CDK

Cyclin-dependent kinases (CDKs) are serine/threonine kinases whose activity depends on a regulatory subunit - a cyclin. Cyclins are a large family of approximately 30 proteins varying in mass from 35 to 90 kDa. These proteins are structurally defined by the presence of the so-called cyclin box, a domain of approximately 100 amino acid residues that forms a stack of five α-helices. Many cyclins have two cyclin boxes, one amino-terminal box for binding to CDKs, and a carboxy-terminal box that is usually required for the proper folding of the cyclin molecule.The cyclin box is also present in other molecules such as the retinoblastoma protein (Rb), the transcription factor TFIIB and Cables (CDK5 and ABL1 enzyme substrate 1), which are unlikely to function as CDK activators. In general, cyclins show less sequence similarity than the CDKs. The cyclin family contains approximately 29 protein in humans, clustered in 16 subfamilies and three major groups: group I (cyclin B group: A-, B-, D-, E-, F-, G, J, I and O); group II (cyclin Y group - a partner of the Cdk5 subfamily); and group III (cyclin C group: C-, H-, K-, L- and T- - major partners of transcriptional CDKs). 
Cyclin D and cyclin E clades (partners of Cdk1 and Cdk4 subfamilies) have undergone lineage-specific expansion and specialization in metazoa and plants. Based on the sequence of the kinase domain, CDKs belong to the CMGC group of kinases (named for the initials of some members), along with mitogen-activated protein kinases (MAPKs), glycogen synthase kinase-3 beta (Gsk3β), members of the dual-specificity tyrosine-regulated kinase (DYRK) family and CDK-like kinases. In related kinases such as MAPKs, substrate specificity is conferred by docking sites separated from the catalytic site, whereas CDKs are characterized by dependency on separate protein subunits that provide additional sequences required for enzymatic activity.
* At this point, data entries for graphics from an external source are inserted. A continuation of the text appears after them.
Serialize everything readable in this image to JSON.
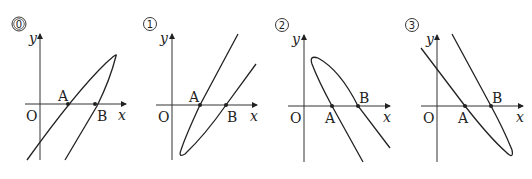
{
  "figure": {
    "panels": [
      {
        "number": "0",
        "origin_label": "O",
        "x_label": "x",
        "y_label": "y",
        "point_a": "A",
        "point_b": "B",
        "description": "Parabola opening to lower-left, tip at upper right; both branches cross x-axis going down-left"
      },
      {
        "number": "1",
        "origin_label": "O",
        "x_label": "x",
        "y_label": "y",
        "point_a": "A",
        "point_b": "B",
        "description": "Parabola with vertex at lower left, both branches going up-right through A and B"
      },
      {
        "number": "2",
        "origin_label": "O",
        "x_label": "x",
        "y_label": "y",
        "point_a": "A",
        "point_b": "B",
        "description": "Parabola with vertex at upper left, both branches going down-right through A and B"
      },
      {
        "number": "3",
        "origin_label": "O",
        "x_label": "x",
        "y_label": "y",
        "point_a": "A",
        "point_b": "B",
        "description": "Parabola with vertex at lower right, branches going up-left through A and B"
      }
    ]
  }
}
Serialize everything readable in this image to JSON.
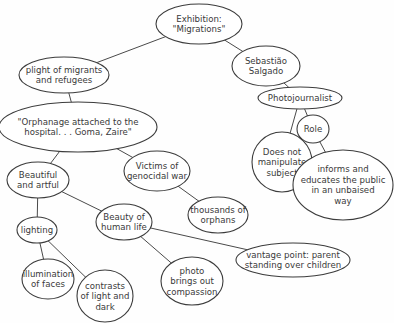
{
  "diagram": {
    "type": "concept-map",
    "nodes": [
      {
        "id": "exhibition",
        "lines": [
          "Exhibition:",
          "\"Migrations\""
        ],
        "cx": 199,
        "cy": 24,
        "rx": 43,
        "ry": 20
      },
      {
        "id": "plight",
        "lines": [
          "plight of migrants",
          "and refugees"
        ],
        "cx": 64,
        "cy": 75,
        "rx": 45,
        "ry": 18
      },
      {
        "id": "salgado",
        "lines": [
          "Sebastião",
          "Salgado"
        ],
        "cx": 266,
        "cy": 66,
        "rx": 34,
        "ry": 20
      },
      {
        "id": "photojournalist",
        "lines": [
          "Photojournalist"
        ],
        "cx": 300,
        "cy": 98,
        "rx": 42,
        "ry": 11
      },
      {
        "id": "orphanage",
        "lines": [
          "\"Orphanage attached to the",
          "hospital. . . Goma, Zaire\""
        ],
        "cx": 78,
        "cy": 127,
        "rx": 79,
        "ry": 25
      },
      {
        "id": "role",
        "lines": [
          "Role"
        ],
        "cx": 313,
        "cy": 129,
        "rx": 16,
        "ry": 14
      },
      {
        "id": "manipulate",
        "lines": [
          "Does not",
          "manipulate",
          "subject"
        ],
        "cx": 282,
        "cy": 162,
        "rx": 30,
        "ry": 30
      },
      {
        "id": "victims",
        "lines": [
          "Victims of",
          "genocidal war"
        ],
        "cx": 157,
        "cy": 171,
        "rx": 33,
        "ry": 20
      },
      {
        "id": "beautiful",
        "lines": [
          "Beautiful",
          "and artful"
        ],
        "cx": 38,
        "cy": 180,
        "rx": 31,
        "ry": 18
      },
      {
        "id": "informs",
        "lines": [
          "informs and",
          "educates the public",
          "in an unbaised",
          "way"
        ],
        "cx": 343,
        "cy": 185,
        "rx": 50,
        "ry": 35
      },
      {
        "id": "thousands",
        "lines": [
          "thousands of",
          "orphans"
        ],
        "cx": 218,
        "cy": 215,
        "rx": 30,
        "ry": 18
      },
      {
        "id": "beauty_life",
        "lines": [
          "Beauty of",
          "human life"
        ],
        "cx": 124,
        "cy": 222,
        "rx": 28,
        "ry": 18
      },
      {
        "id": "lighting",
        "lines": [
          "lighting"
        ],
        "cx": 37,
        "cy": 230,
        "rx": 20,
        "ry": 13
      },
      {
        "id": "vantage",
        "lines": [
          "vantage point: parent",
          "standing over children"
        ],
        "cx": 293,
        "cy": 260,
        "rx": 57,
        "ry": 17
      },
      {
        "id": "illumination",
        "lines": [
          "illumination",
          "of faces"
        ],
        "cx": 48,
        "cy": 279,
        "rx": 26,
        "ry": 20
      },
      {
        "id": "compassion",
        "lines": [
          "photo",
          "brings out",
          "compassion"
        ],
        "cx": 192,
        "cy": 281,
        "rx": 31,
        "ry": 24
      },
      {
        "id": "contrasts",
        "lines": [
          "contrasts",
          "of light and",
          "dark"
        ],
        "cx": 105,
        "cy": 296,
        "rx": 28,
        "ry": 26
      }
    ],
    "edges": [
      [
        "exhibition",
        "plight"
      ],
      [
        "exhibition",
        "salgado"
      ],
      [
        "salgado",
        "photojournalist"
      ],
      [
        "photojournalist",
        "manipulate"
      ],
      [
        "photojournalist",
        "role"
      ],
      [
        "role",
        "informs"
      ],
      [
        "plight",
        "orphanage"
      ],
      [
        "orphanage",
        "beautiful"
      ],
      [
        "orphanage",
        "victims"
      ],
      [
        "victims",
        "thousands"
      ],
      [
        "beautiful",
        "beauty_life"
      ],
      [
        "beautiful",
        "lighting"
      ],
      [
        "lighting",
        "illumination"
      ],
      [
        "lighting",
        "contrasts"
      ],
      [
        "beauty_life",
        "compassion"
      ],
      [
        "beauty_life",
        "vantage"
      ]
    ]
  },
  "labels": {
    "exhibition": "Exhibition: \"Migrations\"",
    "plight": "plight of migrants and refugees",
    "salgado": "Sebastião Salgado",
    "photojournalist": "Photojournalist",
    "orphanage": "\"Orphanage attached to the hospital. . . Goma, Zaire\"",
    "role": "Role",
    "manipulate": "Does not manipulate subject",
    "victims": "Victims of genocidal war",
    "beautiful": "Beautiful and artful",
    "informs": "informs and educates the public in an unbaised way",
    "thousands": "thousands of orphans",
    "beauty_life": "Beauty of human life",
    "lighting": "lighting",
    "vantage": "vantage point: parent standing over children",
    "illumination": "illumination of faces",
    "compassion": "photo brings out compassion",
    "contrasts": "contrasts of light and dark"
  },
  "colors": {
    "background": "#fefefe",
    "stroke": "#3c3c3c",
    "text": "#3a3a3a"
  }
}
To aid nomenclature and analysis of CDKs, proteins belonging to this family have been recently renamed as Cdk1 through to Cdk20.  Despite their function in eukaryotic cell division and transcription, CDKs have undergone an extraordinary degree of evolutionary divergence and specialization. Transcriptional CDKs are more conserved, both in sequence and function.

References

1.Malumbres M. Genome Biol. 2014;15(6):122.